I wonder how VOIP would work and how well it would do with the one way satellite services where you only receive broadband from the satellite then you transmit it back through the phoneline (SKYFX, SKYWAY USA). It wouldn't have as much latency I wouldn't think since it would only receive from the satellite and not have to transmit back to it.
 
You send requests via modem and receive on the satellite so the VOIP wouldn't work there either.

1st VOIP requires usually 256K or higher up 56K won't slice that. Then there's the split between up and down. Different addressing etc.

Doubtful it all would work.
 
In the world I live in (mobile satellite internet), VoIP is fairly common. Latency is often thrown up as a huge problem, but in practice for many of us it is not a big issue. I remotely administer a business and its servers, and when I'm out of cell range, or in Canada where my cell minutes are outrageous, I've used VoIP for a few years.

All VoIP is not created equal. Both WildBlue and Hughes do things that make Vonage pretty much unusable (didn't used to be that way on Hughes - I used Vonage there until August of 2005 when it stopped working). WildBlue's partner in Canada, Telesat, does not do whatever it is that WildBlue does, and Vonage works fine.

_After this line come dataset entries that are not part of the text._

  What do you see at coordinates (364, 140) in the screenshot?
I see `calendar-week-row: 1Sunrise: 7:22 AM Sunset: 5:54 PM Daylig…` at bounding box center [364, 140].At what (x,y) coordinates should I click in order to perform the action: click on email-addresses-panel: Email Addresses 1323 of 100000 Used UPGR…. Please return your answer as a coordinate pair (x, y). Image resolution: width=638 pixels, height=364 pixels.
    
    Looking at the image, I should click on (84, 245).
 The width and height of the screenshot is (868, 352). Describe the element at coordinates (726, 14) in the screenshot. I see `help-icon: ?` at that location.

Most of us that are not on very high end satellite like iDirect (where Vonage still works) use software-based systems. The best engine belongs to Crystal Voice, and their primary licensee is NetZeroVoice. Skype works reasonably well also. I use NZV with a USB-to-phone connector that lets me use my regular 5.2GHz cordless phone (doesn't interfere with my WiFi).
 
re voip over sat

thank you for all the input ,
I bet whatever wb does now that interferes with voip is an oversight and maybe correctable.
 
thank you for all the input ,
I bet whatever wb does now that interferes with voip is an oversight and maybe correctable.
Correctable, but probably not an oversight which means it probably won't be corrected. WB uses traffic-shaping more than any other satellite provider I'm aware of, and they reduce the QoS for a large number of services. They will tell you that they are optimized for web and e-mail, and that's it.
 
I wonder how VOIP would work and how well it would do with the one way satellite services where you only receive broadband from the satellite then you transmit it back through the phoneline (SKYFX, SKYWAY USA). It wouldn't have as much latency I wouldn't think since it would only receive from the satellite and not have to transmit back to it.

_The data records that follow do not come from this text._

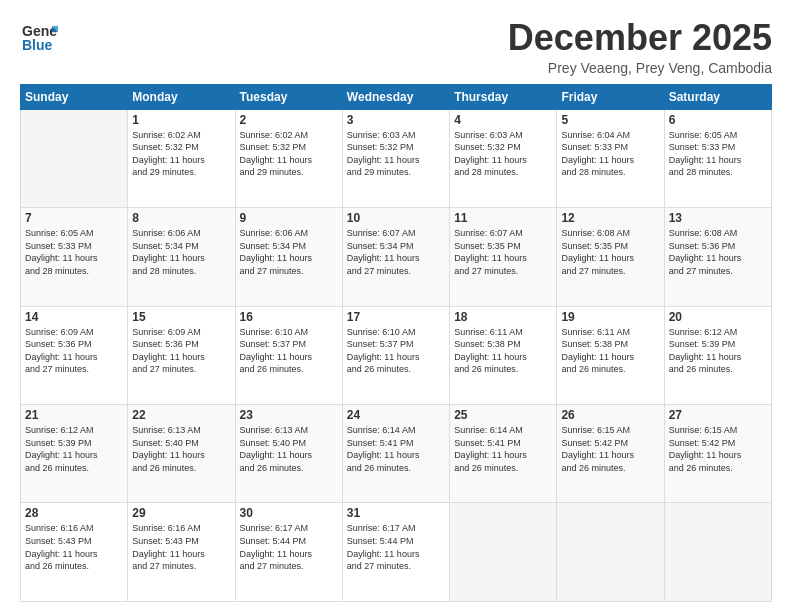  I want to click on day-info: Sunrise: 6:07 AM Sunset: 5:35 PM Dayligh…, so click(503, 252).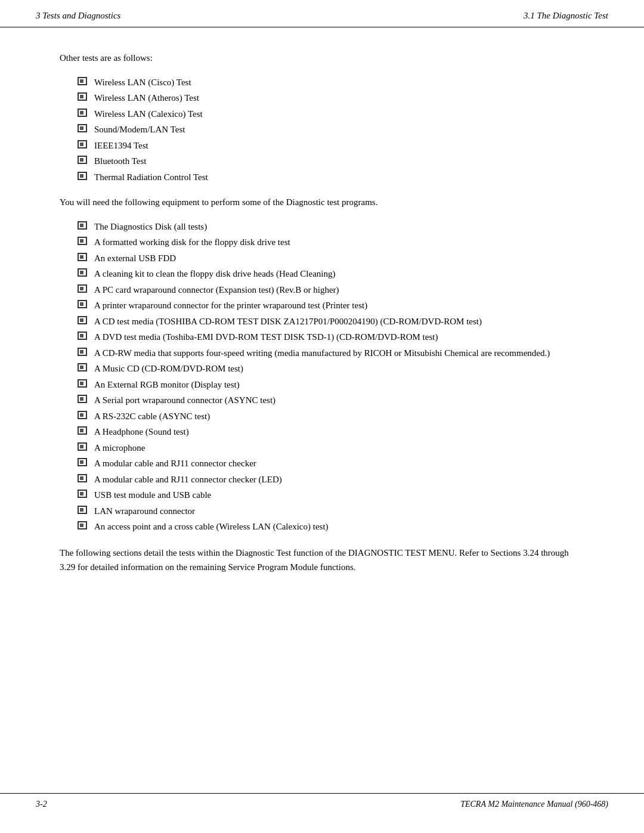 This screenshot has height=833, width=644. What do you see at coordinates (339, 495) in the screenshot?
I see `item-text: USB test module and USB cable` at bounding box center [339, 495].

well there would be considerable latency on the message getting bavck to you.
 
Sans any filtering or throttling of those kinds of packets, it all boils down to the users tolerance, personally, I don't like _anyone_ enough, to put up with 2-6 second lags between replies (certainly not a winning way to ask a girl on a date), not to mention dealing with echos (if the system does not have [good] echo cancellation). So try a free trial one like Skype, and if it works good enough, great, if not, well, now you know.